AgentSkillsCN

time-series-forecasting

涵盖时间序列验证(按时间顺序划分、滚动窗口、无数据泄露)、预测指标(MAE、MAPE、RMSE、R²)、时间与滞后特征工程、基线模型,以及自相关性分析。适用于构建或审查预测流水线、设计实验,或验证时间序列模型时使用。

SKILL.md
--- frontmatter
name: time-series-forecasting
description: Covers time series validation (chronological splits, rolling windows, no data leakage), forecast metrics (MAE, MAPE, RMSE, R²), temporal and lag feature engineering, baseline models, and autocorrelation analysis. Use when building or reviewing forecasting pipelines, designing experiments, or validating time series models.

Time Series & Forecasting Expert

When to Apply

  • Splitting or validating time series data
  • Computing forecast metrics or designing features
  • Implementing or comparing baseline/naive forecasts
  • Analyzing autocorrelation or seasonality

Critical Principles

  1. Never shuffle time series data—order matters.
  2. Always validate chronologically—test set must be strictly after train/val.
  3. Avoid look-ahead bias—no future information in features or normalization.
  4. Account for seasonality—hour, day, week, month.
  5. Check stationarity—detrend or difference if needed.
  6. Choose metrics carefully—MAPE can explode with small actuals.
  7. Validate lag/rolling features—ensure no leakage (e.g. use .shift(1) before rolling).
  8. Plot predictions vs actuals.

Validation Best Practices

Train/Val/Test Split (Chronological)

Split by fractions (e.g. 0.67 / 0.17 / 0.16). Never shuffle. Return (train, val, test) DataFrames. Assert train.timestamp.max() < val.timestamp.min() and val.timestamp.max() < test.timestamp.min(). Log date ranges for each split.

python
def train_val_test_split(
    df: pd.DataFrame,
    train_frac: float = 0.67,
    val_frac: float = 0.17,
) -> Tuple[pd.DataFrame, pd.DataFrame, pd.DataFrame]:
    n = len(df)
    train_end = int(n * train_frac)
    val_end = int(n * (train_frac + val_frac))
    train = df.iloc[:train_end].copy()
    val = df.iloc[train_end:val_end].copy()
    test = df.iloc[val_end:].copy()
    assert train['timestamp'].max() < val['timestamp'].min()
    assert val['timestamp'].max() < test['timestamp'].min()
    return train, val, test

Rolling-Window Validation

Given context_window, forecast_horizon, step_size: for each start index, take context = df.iloc[i - context_window:i], target = df.iloc[i:i + forecast_horizon]. Assert context.timestamp.max() < target.timestamp.min(). Return list of (context, target) pairs. Slide by step_size.

Metric Computation

Compute MAE, MAPE, RMSE, R² from predictions and actuals. Validate same length, no NaNs. For MAPE, mask actuals == 0 and handle all-zero actuals (e.g. return inf or skip). Return Dict[str, float].

python
# MAE: np.mean(np.abs(predictions - actuals))
# RMSE: np.sqrt(np.mean((predictions - actuals)**2))
# MAPE: mean of |pred - actual| / |actual| over non-zero actuals, scale by 100
# R²: 1 - ss_res / ss_tot

Feature Engineering

Temporal Features (No Look-Ahead)

From timestamp_col: hour, day_of_week, day_of_month, month, week_of_year; is_weekend, is_business_hours, is_peak_evening. Add cyclical: hour_sin/cos = sin/cos(2*pi*hour/24), day_sin/cos = sin/cos(2*pi*day_of_week/7).

Lag Features (No Look-Ahead)

Use df[col].shift(lag) for lags (e.g. 24, 48, 168). For rolling stats use shifted series: df[col].shift(1).rolling(window).mean() and .std(). Log warning when NaNs are introduced; consider dropping leading rows.

Baseline Models

  • Naive persistence: forecast = last horizon values of context (tomorrow = today).
  • Seasonal naive: forecast = same time last season (e.g. last 168 values, take last horizon).
  • Rolling mean: smooth last N hours, optionally scale by hourly pattern from history.

Autocorrelation Analysis

Use statsmodels.tsa.stattools.acf, pacf with nlags. Find lags where |acf| > 2/sqrt(n). Use to choose lag features and ARIMA orders. Log significant lags.

Checklist

  • Splits are strictly chronological with no overlap
  • All features use only past data (shift before rolling)
  • Metrics handle edge cases (zeros, NaNs, equal length)
  • Baselines implemented for comparison
  • Plots: predictions vs actuals, residuals, ACF/PACF when relevant

Additional Resources

  • For full code examples (rolling validation, metrics, temporal/lag features, baselines, ACF), see reference.md.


Problem requirements:
Output exactly the span of lines beginning with the one that holds "Give me the" and ending with the last line of the data below.

Data for the task:
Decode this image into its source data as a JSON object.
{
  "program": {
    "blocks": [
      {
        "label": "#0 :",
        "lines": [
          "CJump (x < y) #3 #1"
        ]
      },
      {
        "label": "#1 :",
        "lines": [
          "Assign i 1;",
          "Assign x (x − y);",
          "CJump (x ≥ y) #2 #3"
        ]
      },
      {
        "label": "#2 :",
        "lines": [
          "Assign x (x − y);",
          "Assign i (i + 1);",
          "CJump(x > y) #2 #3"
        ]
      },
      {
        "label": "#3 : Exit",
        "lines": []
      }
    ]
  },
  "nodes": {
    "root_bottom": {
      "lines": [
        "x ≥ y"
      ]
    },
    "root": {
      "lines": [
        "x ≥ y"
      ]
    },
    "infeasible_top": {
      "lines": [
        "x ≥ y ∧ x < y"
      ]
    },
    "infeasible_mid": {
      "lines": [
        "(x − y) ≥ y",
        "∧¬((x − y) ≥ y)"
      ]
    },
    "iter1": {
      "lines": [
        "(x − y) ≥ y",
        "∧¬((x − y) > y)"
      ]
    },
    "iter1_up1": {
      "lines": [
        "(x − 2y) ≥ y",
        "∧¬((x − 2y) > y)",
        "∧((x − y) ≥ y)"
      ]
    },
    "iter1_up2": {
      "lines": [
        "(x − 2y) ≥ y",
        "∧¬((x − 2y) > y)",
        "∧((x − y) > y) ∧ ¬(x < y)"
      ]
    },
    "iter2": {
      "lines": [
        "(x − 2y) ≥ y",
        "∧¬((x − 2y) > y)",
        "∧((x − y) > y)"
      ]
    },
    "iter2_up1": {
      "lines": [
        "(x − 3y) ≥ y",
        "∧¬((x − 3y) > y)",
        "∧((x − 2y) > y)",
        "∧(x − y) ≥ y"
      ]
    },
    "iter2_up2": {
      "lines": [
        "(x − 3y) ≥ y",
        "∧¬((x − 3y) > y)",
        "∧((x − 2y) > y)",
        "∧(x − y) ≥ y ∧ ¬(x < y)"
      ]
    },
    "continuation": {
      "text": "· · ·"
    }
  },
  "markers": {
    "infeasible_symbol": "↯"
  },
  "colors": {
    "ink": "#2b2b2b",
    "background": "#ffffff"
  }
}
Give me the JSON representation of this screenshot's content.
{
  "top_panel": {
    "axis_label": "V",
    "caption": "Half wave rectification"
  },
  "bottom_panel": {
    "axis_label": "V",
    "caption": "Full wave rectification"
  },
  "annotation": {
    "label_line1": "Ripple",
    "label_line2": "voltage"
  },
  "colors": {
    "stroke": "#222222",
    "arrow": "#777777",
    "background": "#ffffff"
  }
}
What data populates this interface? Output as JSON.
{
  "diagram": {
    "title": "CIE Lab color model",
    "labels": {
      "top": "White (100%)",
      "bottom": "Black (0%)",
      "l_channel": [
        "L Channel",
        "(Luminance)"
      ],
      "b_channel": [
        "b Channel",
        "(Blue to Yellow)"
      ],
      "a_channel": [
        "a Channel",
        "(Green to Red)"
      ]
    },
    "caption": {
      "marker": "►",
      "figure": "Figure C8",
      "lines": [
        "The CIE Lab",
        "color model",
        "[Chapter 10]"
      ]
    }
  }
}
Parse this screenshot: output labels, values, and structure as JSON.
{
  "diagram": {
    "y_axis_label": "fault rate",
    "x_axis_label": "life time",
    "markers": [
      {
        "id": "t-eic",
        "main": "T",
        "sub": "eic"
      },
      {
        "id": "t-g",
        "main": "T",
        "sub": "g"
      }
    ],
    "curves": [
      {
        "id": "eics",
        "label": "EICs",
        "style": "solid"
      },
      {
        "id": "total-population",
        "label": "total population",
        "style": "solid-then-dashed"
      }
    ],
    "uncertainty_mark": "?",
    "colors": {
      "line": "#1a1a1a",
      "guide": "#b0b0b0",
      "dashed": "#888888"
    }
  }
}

Written response:
Give me the JSON representation of this screenshot's content.
{
  "top_panel": {
    "axis_label": "V",
    "caption": "Half wave rectification"
  },
  "bottom_panel": {
    "axis_label": "V",
    "caption": "Full wave rectification"
  },
  "annotation": {
    "label_line1": "Ripple",
    "label_line2": "voltage"
  },
  "colors": {
    "stroke": "#222222",
    "arrow": "#777777",
    "background": "#ffffff"
  }
}
What data populates this interface? Output as JSON.
{
  "diagram": {
    "title": "CIE Lab color model",
    "labels": {
      "top": "White (100%)",
      "bottom": "Black (0%)",
      "l_channel": [
        "L Channel",
        "(Luminance)"
      ],
      "b_channel": [
        "b Channel",
        "(Blue to Yellow)"
      ],
      "a_channel": [
        "a Channel",
        "(Green to Red)"
      ]
    },
    "caption": {
      "marker": "►",
      "figure": "Figure C8",
      "lines": [
        "The CIE Lab",
        "color model",
        "[Chapter 10]"
      ]
    }
  }
}
Parse this screenshot: output labels, values, and structure as JSON.
{
  "diagram": {
    "y_axis_label": "fault rate",
    "x_axis_label": "life time",
    "markers": [
      {
        "id": "t-eic",
        "main": "T",
        "sub": "eic"
      },
      {
        "id": "t-g",
        "main": "T",
        "sub": "g"
      }
    ],
    "curves": [
      {
        "id": "eics",
        "label": "EICs",
        "style": "solid"
      },
      {
        "id": "total-population",
        "label": "total population",
        "style": "solid-then-dashed"
      }
    ],
    "uncertainty_mark": "?",
    "colors": {
      "line": "#1a1a1a",
      "guide": "#b0b0b0",
      "dashed": "#888888"
    }
  }
}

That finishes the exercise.